Go to the line containing "What are the" in the records below. Repeat it and the lines after it exactly, all the way to the end.

**Data for this task**
···
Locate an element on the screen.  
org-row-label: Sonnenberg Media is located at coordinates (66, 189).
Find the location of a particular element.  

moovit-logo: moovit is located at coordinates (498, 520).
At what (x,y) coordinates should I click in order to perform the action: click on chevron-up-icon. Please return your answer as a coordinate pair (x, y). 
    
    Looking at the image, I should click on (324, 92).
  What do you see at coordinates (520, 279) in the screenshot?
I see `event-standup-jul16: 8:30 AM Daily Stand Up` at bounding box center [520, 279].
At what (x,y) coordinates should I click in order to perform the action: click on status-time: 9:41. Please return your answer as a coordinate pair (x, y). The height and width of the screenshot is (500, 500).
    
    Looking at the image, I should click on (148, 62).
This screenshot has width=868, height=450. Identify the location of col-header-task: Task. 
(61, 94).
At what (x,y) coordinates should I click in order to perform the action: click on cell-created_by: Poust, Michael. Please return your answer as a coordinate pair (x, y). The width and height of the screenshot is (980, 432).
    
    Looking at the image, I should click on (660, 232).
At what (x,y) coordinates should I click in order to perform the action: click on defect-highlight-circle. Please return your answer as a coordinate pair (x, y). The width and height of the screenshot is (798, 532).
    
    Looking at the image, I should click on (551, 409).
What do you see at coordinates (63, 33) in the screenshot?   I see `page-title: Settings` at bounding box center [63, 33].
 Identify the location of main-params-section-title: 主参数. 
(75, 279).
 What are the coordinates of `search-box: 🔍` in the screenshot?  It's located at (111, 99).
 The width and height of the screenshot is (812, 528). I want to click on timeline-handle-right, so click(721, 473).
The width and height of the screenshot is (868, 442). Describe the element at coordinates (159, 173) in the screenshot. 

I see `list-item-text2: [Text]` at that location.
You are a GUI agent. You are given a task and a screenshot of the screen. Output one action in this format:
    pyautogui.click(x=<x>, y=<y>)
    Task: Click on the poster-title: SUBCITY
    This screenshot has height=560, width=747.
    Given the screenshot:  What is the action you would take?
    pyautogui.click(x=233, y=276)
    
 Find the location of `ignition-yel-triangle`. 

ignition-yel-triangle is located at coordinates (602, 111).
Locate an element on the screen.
···
**Task response**
 What are the coordinates of `search-box: 🔍` in the screenshot?  It's located at (111, 99).
 The width and height of the screenshot is (812, 528). I want to click on timeline-handle-right, so click(721, 473).
The width and height of the screenshot is (868, 442). Describe the element at coordinates (159, 173) in the screenshot. 

I see `list-item-text2: [Text]` at that location.
You are a GUI agent. You are given a task and a screenshot of the screen. Output one action in this format:
    pyautogui.click(x=<x>, y=<y>)
    Task: Click on the poster-title: SUBCITY
    This screenshot has height=560, width=747.
    Given the screenshot:  What is the action you would take?
    pyautogui.click(x=233, y=276)
    
 Find the location of `ignition-yel-triangle`. 

ignition-yel-triangle is located at coordinates (602, 111).
Locate an element on the screen.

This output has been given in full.